Iconic of Kroll’s hand is the metro station Alma (1979-1982), with decorations by his wife Simone, but by far the best known remains his design of La Mémé. Kroll worked on this student housing complex on the UCL medical campus in Woluwe-Saint-Lambert until 1971. Unique was his collaboration with students, whom he closely involved in the design and construction.

“Kroll’s designs took into account how most people view architecture, namely nostalgia,” continues Boutsen. “People like kitsh and decoration. When they travel, they visit an old building or a cathedral, precisely because it has grown naturally and contains a lot of charming work.”

The architect integrated this observation into his work. “Roofs that staggered, frivolous colours, urban design patterns that carry diversity, that is what typified Kroll.”

“By this way of working, buildings, once they are finished, already carry a whole history of creation,” says Boutsen passionately . is completely finished.”

Unsung pioneer

Yet Kroll is not getting the attention he deserves, according to Boutsen. “Architecture students around the world, from Japan to the US, know him as an important landmark figure, but that’s where it ends.”

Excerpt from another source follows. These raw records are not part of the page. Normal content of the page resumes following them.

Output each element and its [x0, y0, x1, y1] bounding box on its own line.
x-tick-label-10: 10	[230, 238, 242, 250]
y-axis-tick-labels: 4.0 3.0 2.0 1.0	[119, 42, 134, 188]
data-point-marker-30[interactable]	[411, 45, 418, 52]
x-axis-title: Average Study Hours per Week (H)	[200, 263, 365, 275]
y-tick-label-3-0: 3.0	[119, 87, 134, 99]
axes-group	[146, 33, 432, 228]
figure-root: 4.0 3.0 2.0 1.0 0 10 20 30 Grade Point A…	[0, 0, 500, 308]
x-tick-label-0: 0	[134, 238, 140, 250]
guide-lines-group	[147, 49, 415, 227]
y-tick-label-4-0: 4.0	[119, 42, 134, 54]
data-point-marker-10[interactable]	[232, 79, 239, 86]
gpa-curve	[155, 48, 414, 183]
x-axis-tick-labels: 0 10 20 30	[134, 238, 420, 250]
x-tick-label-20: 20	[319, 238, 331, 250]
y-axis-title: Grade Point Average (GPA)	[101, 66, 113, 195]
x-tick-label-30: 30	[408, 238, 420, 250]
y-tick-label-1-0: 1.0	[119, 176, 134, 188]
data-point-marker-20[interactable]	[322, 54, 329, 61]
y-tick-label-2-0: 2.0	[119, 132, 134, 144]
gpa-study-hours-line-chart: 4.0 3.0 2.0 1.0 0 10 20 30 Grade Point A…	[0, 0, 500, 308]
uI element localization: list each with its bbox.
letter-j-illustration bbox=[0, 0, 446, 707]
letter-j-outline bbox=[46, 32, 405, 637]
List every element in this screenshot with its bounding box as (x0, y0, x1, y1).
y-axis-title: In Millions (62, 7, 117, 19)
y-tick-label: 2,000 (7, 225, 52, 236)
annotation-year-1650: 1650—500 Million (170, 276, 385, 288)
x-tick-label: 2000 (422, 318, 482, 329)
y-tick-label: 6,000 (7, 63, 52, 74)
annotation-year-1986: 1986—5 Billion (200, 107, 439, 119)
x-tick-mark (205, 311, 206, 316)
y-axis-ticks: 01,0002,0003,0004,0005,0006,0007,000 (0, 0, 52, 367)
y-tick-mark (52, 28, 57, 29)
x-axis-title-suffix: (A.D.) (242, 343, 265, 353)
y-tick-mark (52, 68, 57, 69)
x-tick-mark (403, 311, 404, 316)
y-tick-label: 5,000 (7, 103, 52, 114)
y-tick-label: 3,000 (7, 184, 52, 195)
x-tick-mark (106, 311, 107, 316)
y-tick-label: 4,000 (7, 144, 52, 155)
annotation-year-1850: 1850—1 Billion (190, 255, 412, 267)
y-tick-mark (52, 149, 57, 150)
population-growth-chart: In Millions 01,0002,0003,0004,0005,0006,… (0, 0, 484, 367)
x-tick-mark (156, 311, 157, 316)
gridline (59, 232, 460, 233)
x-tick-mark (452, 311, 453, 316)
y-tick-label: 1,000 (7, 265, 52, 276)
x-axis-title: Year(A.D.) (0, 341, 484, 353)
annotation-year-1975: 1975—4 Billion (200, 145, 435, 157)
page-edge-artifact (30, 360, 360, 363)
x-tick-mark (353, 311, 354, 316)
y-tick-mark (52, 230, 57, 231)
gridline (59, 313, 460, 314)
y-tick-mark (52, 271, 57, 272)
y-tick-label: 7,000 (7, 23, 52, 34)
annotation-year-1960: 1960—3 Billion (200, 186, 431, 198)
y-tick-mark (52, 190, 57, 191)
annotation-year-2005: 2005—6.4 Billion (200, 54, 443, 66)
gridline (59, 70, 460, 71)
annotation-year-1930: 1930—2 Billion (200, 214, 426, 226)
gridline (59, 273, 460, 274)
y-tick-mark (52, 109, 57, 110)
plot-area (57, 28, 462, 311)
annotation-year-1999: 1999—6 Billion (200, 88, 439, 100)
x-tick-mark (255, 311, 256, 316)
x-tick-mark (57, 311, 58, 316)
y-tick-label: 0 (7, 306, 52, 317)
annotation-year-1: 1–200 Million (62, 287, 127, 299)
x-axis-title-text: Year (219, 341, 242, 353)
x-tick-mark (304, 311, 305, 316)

That has a lot to do with how La Mémé was initially received. Illustrative is how the famous Dutch architect Rem Koolhaas, in his own words, took 30 years to grasp the beauty of Kroll’s work.

“Classical critics like Geert Bekaert saw it as a kind of denial of what an architect should do,” Boutsen recalls. “A banal representation of things,” he thinks. “Mémé is the first truly deconstructivist building in the world. Real postmodernism with a shell structure (a sustainable shell structure, which is then filled in). The concept of ecology may have been an invention of the French philosopher Félix Guattari, but Lucien Kroll translated it into architecture there.”

“Kroll was a forerunner in ecology, participation and shell construction,” concludes Boutsen. A pioneer in many areas.